I know my 1080p projector can still look a lot better while displaying 4K content. A downscaling 4K UHD player will tie me over better (until 4k projectors get affordable) than settling for a smaller tv. Higher bandwidth, less compression artifacts and downscaling to 4:4:4 full RGB will give most of the benefit of 4K blu-ray.

Blu-ray is 1920x1080 grayscale, 960x540 color info, 220 shades per color (15-235 range). 4K blu-ray is 3840x2160 grayscale, 1920x1080 color info, upto 1024 shades per color, although it's on a logarithmic scale to define brighter whites and for now encoded in DCI P3: The main difference between DCI P3 and Rec.709 (the current standard color space) is that DCI P3 can display many more tones of green, though there is also a slight expansion to the number of red tones. The number of blue tones was unchanged.
Hence if you properly downscale to full RGB 1920x1080 256 shades per color, no chroma subsampling, you already have a big upgrade over standard blu-ray and if your 1080p tv supports full RGB without chroma subsampling you should see a difference already.

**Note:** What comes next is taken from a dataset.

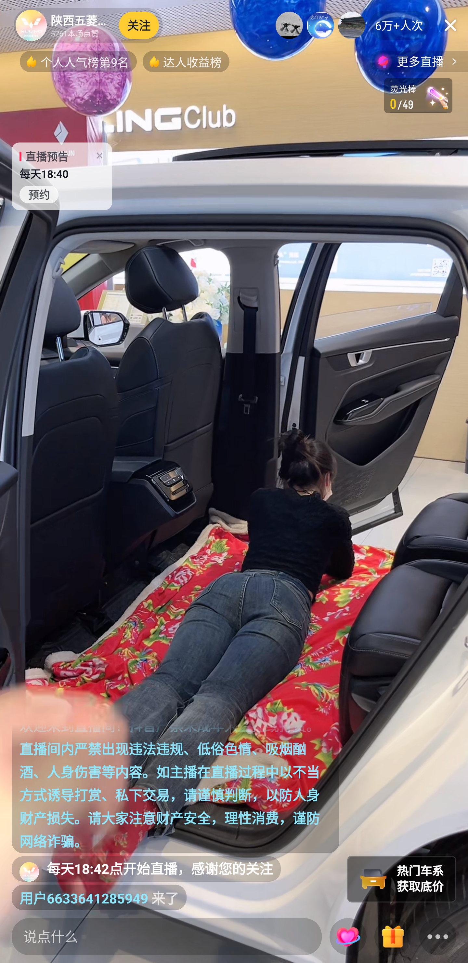 This screenshot has width=468, height=963. I want to click on 预约 按钮 预约, so click(39, 194).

So yeah, if you watch the same 4K content downscaled onto a high quality 1080p tv, you're less likely to notice a difference until you get really close. Ofcourse in the store you might even get high bitrate 4:4:4 demo 4K content which you'll never get at home. Chroma subsampling is still applied to all video streamed or on disc. Not that you'll notice the difference sitting on the couch :)

4K tvs aren't the scam, bit starved HD streams are the real scam. At least there is HDR to make a difference, however there's not a lot of content yet in HDR and the specs are still subject to change. 12 bit Rec.2020 is the ultimate goal, covering aout 70% of human color vision. For now HDR tvs are aiming to cover 90% of DCI P3 which covers about 50% of human color vision. (The current rec.709 standard only covers 35%)

It's a weird situation with color coverage, like selling tvs with a few more pixels each year until 4K standard is reached.